Wednesday Night at 7pm, come out and watch the Katimavik participants challenge the MCI basketball teams to a game. Tickets at 3 dollars, and proceeds are being donated to our rebuilding efforts. Let’s show our support.

Friday (March 24th), 5-7pm at the Ukrainian Hall, the AOTS are holding a Pancake and Sausage supper Adults $6, children age 6-12 $3.50, and families $15.

Sunday (March 26th) 4:30 to 6:00pm, at the MCCC we will be holding our Spring Supper Smorg. Adults $10, 11 and under $5, 5 and under free … Have you returned your orange form yet ???

Sunday April 2nd at 5pm, the Minnedosa Grain Growing Project is hosting a fundraising banquet and auction (2 Farmers Feed Cities Tees will be up for auction … one signed by Tom Jackson, and one signed by the Holiday train participants). Proceeds in support of the work and ministry of the Canadian Food Grains Bank.

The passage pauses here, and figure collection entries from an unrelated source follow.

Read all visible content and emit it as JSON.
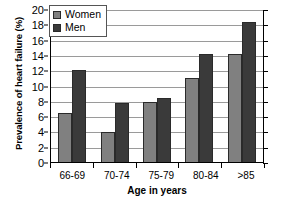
{
  "chart_data": {
    "type": "bar",
    "title": "",
    "categories": [
      "66-69",
      "70-74",
      "75-79",
      "80-84",
      ">85"
    ],
    "series": [
      {
        "name": "Women",
        "color": "#808080",
        "values": [
          6.5,
          4.1,
          8.0,
          11.1,
          14.3
        ]
      },
      {
        "name": "Men",
        "color": "#3a3a3a",
        "values": [
          12.1,
          7.8,
          8.5,
          14.2,
          18.4
        ]
      }
    ],
    "xlabel": "Age in years",
    "ylabel": "Prevalence of heart failure (%)",
    "ylim": [
      0,
      20
    ],
    "ytick_step": 2,
    "yticks": [
      0,
      2,
      4,
      6,
      8,
      10,
      12,
      14,
      16,
      18,
      20
    ],
    "ytick_labels": [
      "0",
      "2",
      "4",
      "6",
      "8",
      "10",
      "12",
      "14",
      "16",
      "18",
      "20"
    ],
    "grid": true,
    "legend_position": "top-left-inside",
    "legend_entries": [
      "Women",
      "Men"
    ]
  }
}
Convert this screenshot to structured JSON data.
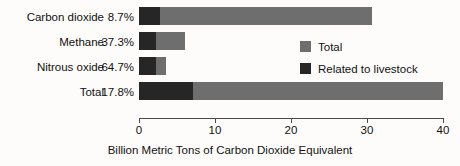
{
  "chart_data": {
    "type": "bar",
    "orientation": "horizontal",
    "stacked": true,
    "title": "",
    "xlabel": "Billion Metric Tons of Carbon Dioxide Equivalent",
    "ylabel": "",
    "xlim": [
      0,
      40
    ],
    "xticks": [
      0,
      10,
      20,
      30,
      40
    ],
    "xtick_labels": [
      "0",
      "10",
      "20",
      "30",
      "40"
    ],
    "grid": false,
    "legend_position": "inside-right",
    "categories": [
      "Carbon dioxide",
      "Methane",
      "Nitrous oxide",
      "Total"
    ],
    "percent_labels": [
      "8.7%",
      "37.3%",
      "64.7%",
      "17.8%"
    ],
    "series": [
      {
        "name": "Total",
        "color": "#6e6e6e",
        "values": [
          30.7,
          6.1,
          3.6,
          40.0
        ]
      },
      {
        "name": "Related to livestock",
        "color": "#262626",
        "values": [
          2.7,
          2.3,
          2.3,
          7.1
        ]
      }
    ],
    "rows": [
      {
        "category": "Carbon dioxide",
        "percent": "8.7%",
        "total": 30.7,
        "livestock": 2.7
      },
      {
        "category": "Methane",
        "percent": "37.3%",
        "total": 6.1,
        "livestock": 2.3
      },
      {
        "category": "Nitrous oxide",
        "percent": "64.7%",
        "total": 3.6,
        "livestock": 2.3
      },
      {
        "category": "Total",
        "percent": "17.8%",
        "total": 40.0,
        "livestock": 7.1
      }
    ]
  },
  "legend": {
    "items": [
      {
        "label": "Total",
        "color": "#6e6e6e"
      },
      {
        "label": "Related to livestock",
        "color": "#262626"
      }
    ]
  },
  "axis": {
    "title": "Billion Metric Tons of Carbon Dioxide Equivalent",
    "tick_labels": [
      "0",
      "10",
      "20",
      "30",
      "40"
    ]
  },
  "colors": {
    "total": "#6e6e6e",
    "livestock": "#262626",
    "axis": "#4a4a4a",
    "background": "#fdfcfa",
    "text": "#111111"
  }
}
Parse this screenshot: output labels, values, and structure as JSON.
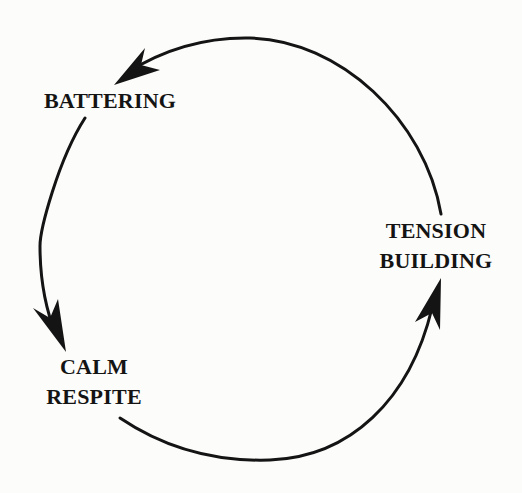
{
  "diagram": {
    "type": "cycle",
    "direction": "counterclockwise",
    "colors": {
      "background": "#fcfcfa",
      "ink": "#141414"
    },
    "stages": [
      {
        "id": "battering",
        "lines": [
          "BATTERING"
        ]
      },
      {
        "id": "calm-respite",
        "lines": [
          "CALM",
          "RESPITE"
        ]
      },
      {
        "id": "tension-building",
        "lines": [
          "TENSION",
          "BUILDING"
        ]
      }
    ],
    "arrows": [
      {
        "from": "tension-building",
        "to": "battering"
      },
      {
        "from": "battering",
        "to": "calm-respite"
      },
      {
        "from": "calm-respite",
        "to": "tension-building"
      }
    ]
  }
}
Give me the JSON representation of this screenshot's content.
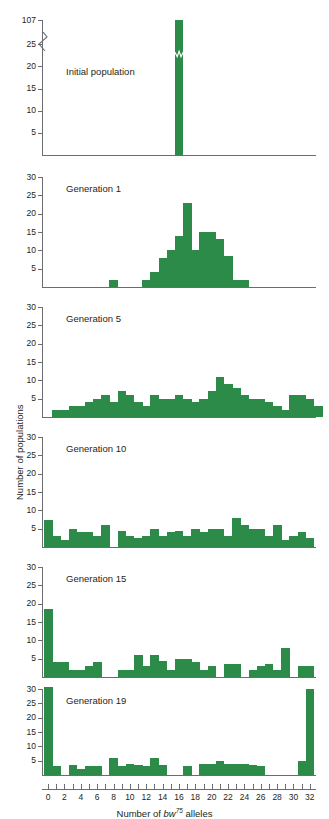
{
  "figure": {
    "y_axis_label": "Number of populations",
    "x_axis_label_parts": {
      "prefix": "Number of ",
      "gene": "bw",
      "sup": "75",
      "suffix": " alleles"
    },
    "bar_color": "#2d8b4a",
    "axis_color": "#6b6b72"
  },
  "chart_data": {
    "type": "bar",
    "title": "",
    "xlabel": "Number of bw75 alleles",
    "ylabel": "Number of populations",
    "xlim": [
      -0.5,
      32.5
    ],
    "grid": false,
    "legend": "none",
    "categories": [
      0,
      1,
      2,
      3,
      4,
      5,
      6,
      7,
      8,
      9,
      10,
      11,
      12,
      13,
      14,
      15,
      16,
      17,
      18,
      19,
      20,
      21,
      22,
      23,
      24,
      25,
      26,
      27,
      28,
      29,
      30,
      31,
      32
    ],
    "x_tick_labels": [
      "0",
      "2",
      "4",
      "6",
      "8",
      "10",
      "12",
      "14",
      "16",
      "18",
      "20",
      "22",
      "24",
      "26",
      "28",
      "30",
      "32"
    ],
    "panels": [
      {
        "label": "Initial population",
        "ylim": [
          0,
          30
        ],
        "y_tick_labels": [
          "5",
          "10",
          "15",
          "20",
          "25",
          "107"
        ],
        "y_ticks": [
          5,
          10,
          15,
          20,
          25
        ],
        "broken_axis": true,
        "broken_axis_top_label": "107",
        "values": [
          0,
          0,
          0,
          0,
          0,
          0,
          0,
          0,
          0,
          0,
          0,
          0,
          0,
          0,
          0,
          0,
          107,
          0,
          0,
          0,
          0,
          0,
          0,
          0,
          0,
          0,
          0,
          0,
          0,
          0,
          0,
          0,
          0
        ]
      },
      {
        "label": "Generation 1",
        "ylim": [
          0,
          30
        ],
        "y_tick_labels": [
          "5",
          "10",
          "15",
          "20",
          "25",
          "30"
        ],
        "y_ticks": [
          5,
          10,
          15,
          20,
          25,
          30
        ],
        "broken_axis": false,
        "values": [
          0,
          0,
          0,
          0,
          0,
          0,
          0,
          0,
          2,
          0,
          0,
          0,
          2,
          4,
          8,
          10,
          14,
          23,
          10,
          15,
          15,
          13,
          8.5,
          2,
          2,
          0,
          0,
          0,
          0,
          0,
          0,
          0,
          0
        ]
      },
      {
        "label": "Generation 5",
        "ylim": [
          0,
          30
        ],
        "y_tick_labels": [
          "5",
          "10",
          "15",
          "20",
          "25",
          "30"
        ],
        "y_ticks": [
          5,
          10,
          15,
          20,
          25,
          30
        ],
        "broken_axis": false,
        "values": [
          0,
          2,
          2,
          3,
          3,
          4,
          5,
          6,
          4,
          7,
          6,
          4,
          3,
          6,
          5,
          5,
          6,
          5,
          4,
          5,
          7,
          11,
          9,
          8,
          6,
          5,
          5,
          4,
          3,
          2,
          6,
          6,
          5,
          3
        ]
      },
      {
        "label": "Generation 10",
        "ylim": [
          0,
          30
        ],
        "y_tick_labels": [
          "5",
          "10",
          "15",
          "20",
          "25",
          "30"
        ],
        "y_ticks": [
          5,
          10,
          15,
          20,
          25,
          30
        ],
        "broken_axis": false,
        "values": [
          7.5,
          3,
          2,
          5,
          4,
          4,
          3,
          6,
          0,
          4.5,
          3,
          2.5,
          3,
          5,
          3,
          4,
          4.5,
          3,
          5,
          4,
          5,
          5,
          3,
          8,
          6,
          5,
          5,
          3,
          6,
          2,
          3,
          4,
          2.5
        ]
      },
      {
        "label": "Generation 15",
        "ylim": [
          0,
          30
        ],
        "y_tick_labels": [
          "5",
          "10",
          "15",
          "20",
          "25",
          "30"
        ],
        "y_ticks": [
          5,
          10,
          15,
          20,
          25,
          30
        ],
        "broken_axis": false,
        "values": [
          18.5,
          4,
          4,
          2,
          2,
          3,
          4,
          0,
          0,
          2,
          2,
          6,
          3,
          6,
          4.5,
          2,
          5,
          5,
          4,
          2,
          3,
          0,
          3.5,
          3.5,
          0,
          2,
          3,
          3.5,
          2,
          8,
          0,
          3,
          3
        ]
      },
      {
        "label": "Generation 19",
        "ylim": [
          0,
          30
        ],
        "y_tick_labels": [
          "5",
          "10",
          "15",
          "20",
          "25",
          "30"
        ],
        "y_ticks": [
          5,
          10,
          15,
          20,
          25,
          30
        ],
        "broken_axis": false,
        "values": [
          31,
          3,
          0,
          3.5,
          2,
          3,
          3,
          0,
          6,
          3,
          4,
          3.5,
          3,
          6,
          3.5,
          0,
          0,
          3,
          0,
          4,
          4,
          5,
          4,
          4,
          4,
          3.5,
          3,
          0,
          0,
          0,
          0,
          5,
          30
        ]
      }
    ]
  }
}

Saturdays at 12:30 Confirmation Classes will be held at Minnedosa bowl – come out and join the fun and learn more about being a member of the United Church. For more info talk to Shawn.

There will be NO LUNCH next week following worship – see ya at the Smorg.

Reminder of a Special Board Meeting following worship on April 2nd …

Bible Study – Fridays at 10 am in the Meeting Room of the Library.

Get your surveys in TODAY … your input is needed as we begin moving into the dreaming and planning stages of our rebuilding efforts. Thanks to those who have sent their forms in already.